Struggles With Reading
The previous round of postpandemic assessment results raised alarm bells.
In 2022, when the first postpandemic results came back, the nation’s report card revealed historic declines in math performance, as well as declines in reading scores for fourth and eighth graders. At the time, officials described the drops as “appalling and unacceptable” and states wrestled over whose performance was worst.
The last couple of years saw ample spending on tutoring in a rush to course-correct student performance. But key federal relief funding programs lapsed — causing budget-strained schools to find creative ways to keep these efforts going — and the latest test scores show that students have not rebounded to prepandemic performance.
There was some good news in the latest NAEP assessment.
In math, the latest results revealed no significant changes for eight graders around the country in the last two years; but also, in a bright spot, a slight increase in math for fourth graders.
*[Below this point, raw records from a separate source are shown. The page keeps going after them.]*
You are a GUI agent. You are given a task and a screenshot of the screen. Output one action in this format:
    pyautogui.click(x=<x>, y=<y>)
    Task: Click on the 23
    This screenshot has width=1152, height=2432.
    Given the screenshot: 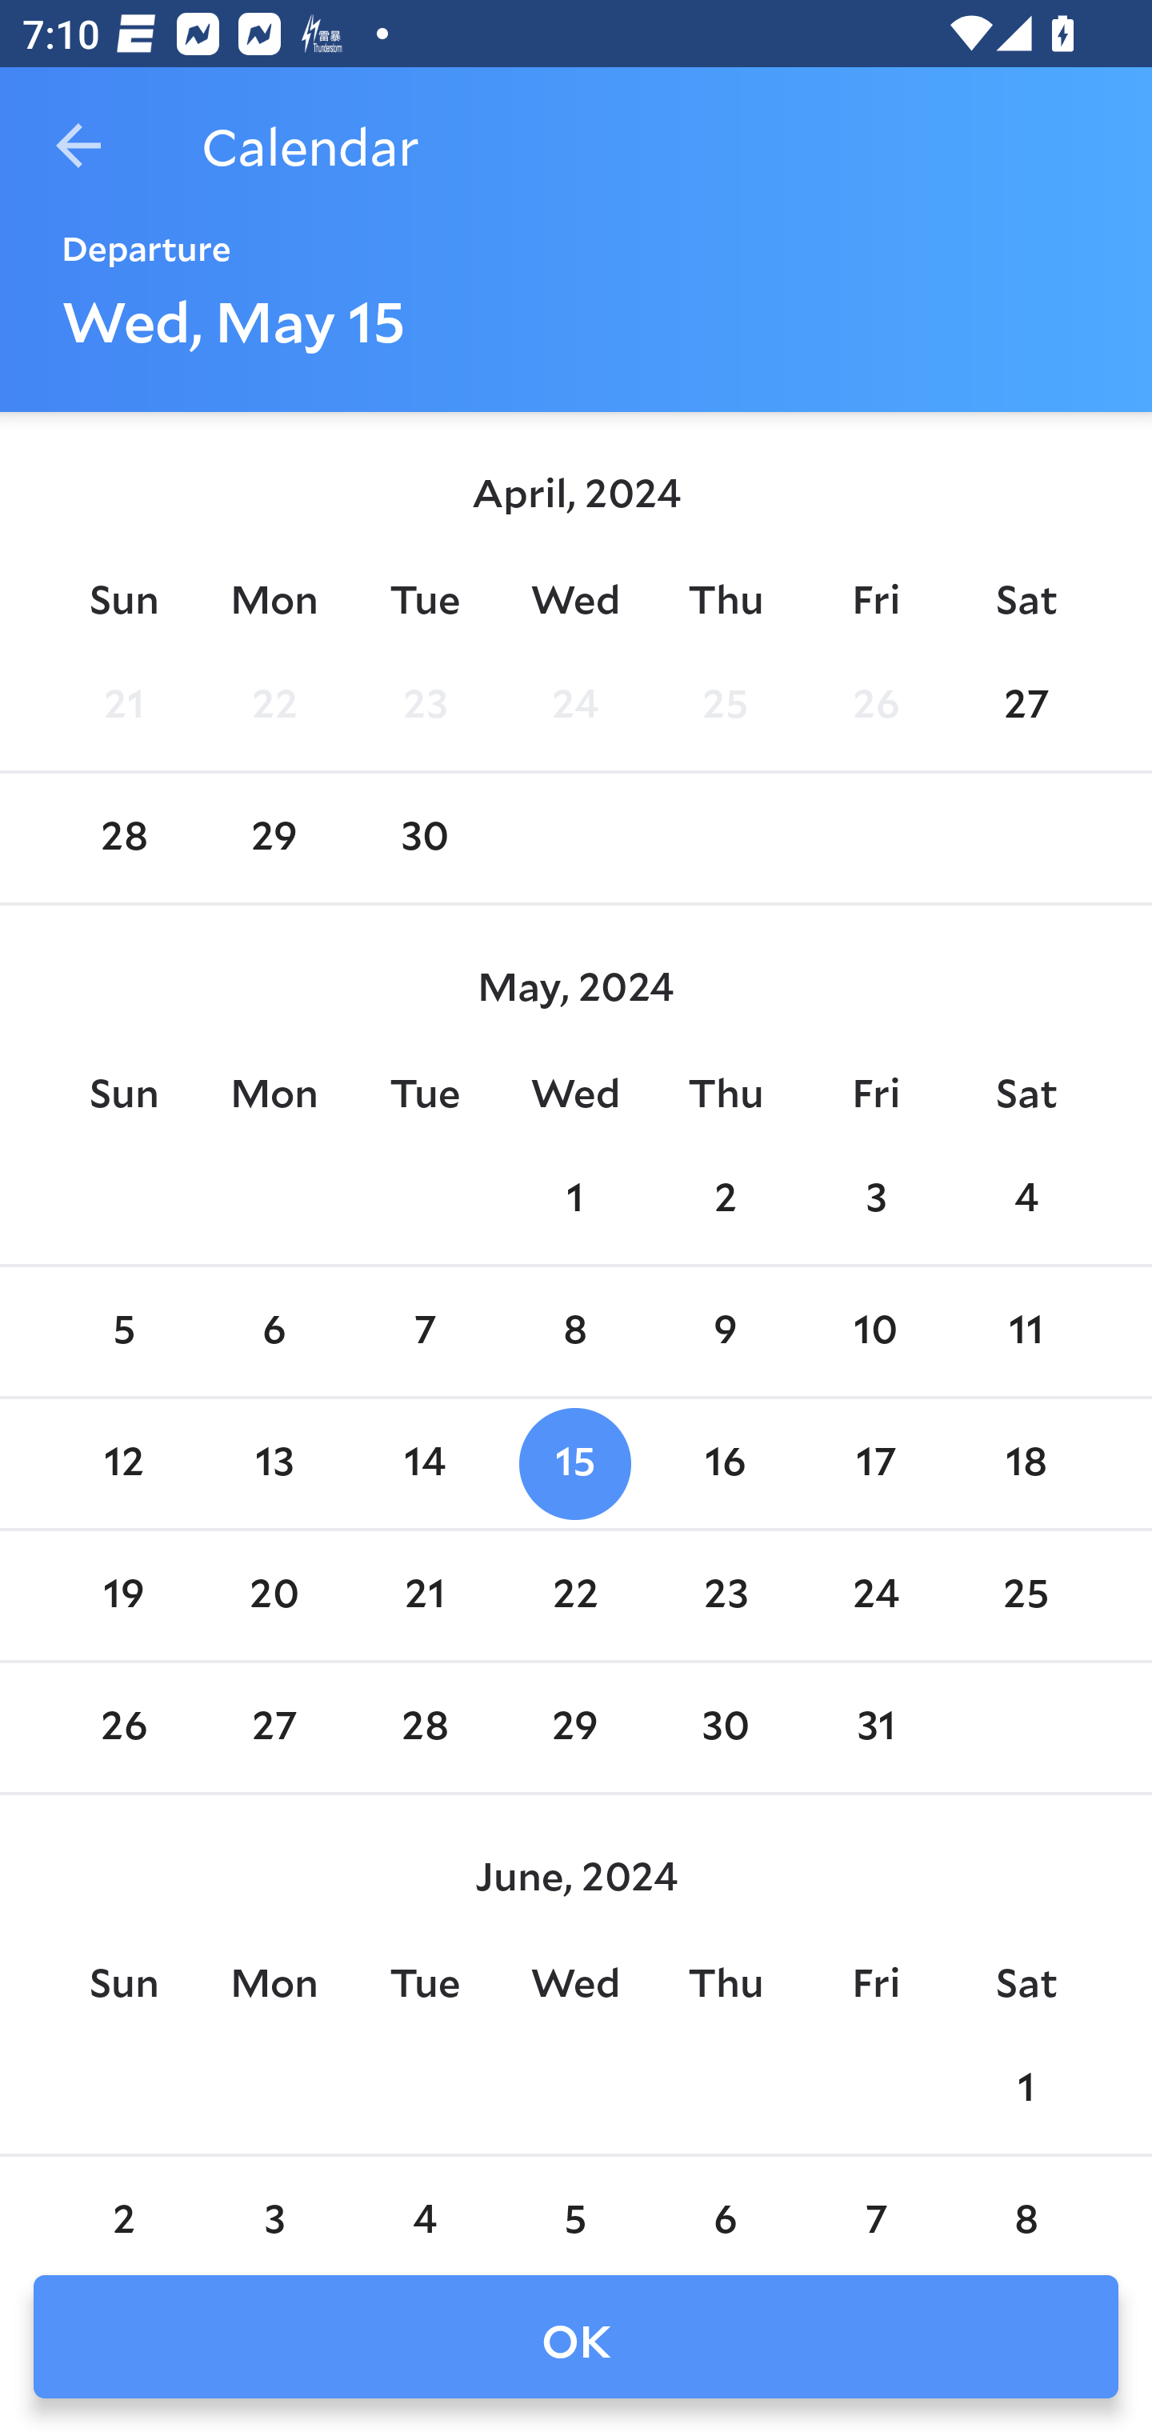 What is the action you would take?
    pyautogui.click(x=424, y=705)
However, the average math score was still below prepandemic levels.
Some states and urban districts showed signs of recovery as well, such as the District of Columbia Public Schools which exhibited a bounce in fourth grade math performance.
Intriguingly, two states bucked the national trend and actually beat their prepandemic performance: Louisiana saw a bump in reading, and Alabama saw one in math.
But overall the latest results are not a cause for celebration, said Carr, of the National Center for Education Statistics.
Reading scores fell, with the lowest performing students struggling acutely.
According to the study, a student scoring at “basic” level in fourth-grade reading is able to explain the sequence of a plot after reading a text. Yet 40 percent of fourth graders did not meet that standard, the largest group below that threshold in two decades. Meanwhile, an eighth grader scoring at the basic level can figure out the main idea from informational text: about a third of eighth graders fell below that standard, the most in the assessment’s history.
During a call, Carr noted that these declines continue trends that predate the pandemic, going back to 2019.
Unsurprisingly, these struggling students are less likely to read for pleasure and less likely to show up to school. If students aren’t in school, they can’t learn, and that is what these data underscore, Carr said.
Troubling Gaps
The results come at a tense time.
With a new administration in office, the U.S. Department of Education has halted investigations into whether book bans around the country violate civil rights.
Schools around the country are also in the middle of significant changes to how they teach literacy, as many districts adopt “science of reading” approaches following debates over reading curricula.
Severe teacher shortages in the face of budget shortfalls have also hurt schools around the country.
So what are the initial takeaways?
People are interested in whether students have made up the ground lost during the pandemic, and the answer is no, says Alexander Kurz, a principal consultant for the Center on Reinventing Public Education.
As he analyzes the data, he is paying particular attention to widening gaps.
For instance, in math, the gap between high performing and low performing students has widened since 2022, according to summaries of the latest assessments.
Moreover, that gap continues to widen from fourth to eighth grade, Kurz says. When students have a weak foundation in math, it can grow over time because the subject tends to build. For example, to understand algebra, students need to first grasp concepts like multiplication and fractions. So if students have gaps in knowledge early on, and those aren’t filled, they find themselves trying to build on a shaky foundation, Kurz says.
The national statistics can hide relevant differences among subgroups, so it’s important to analyze the data carefully, Kurz says.
Still, Kurz and researchers like him hope to find lessons about the causes of the disparities in coming weeks.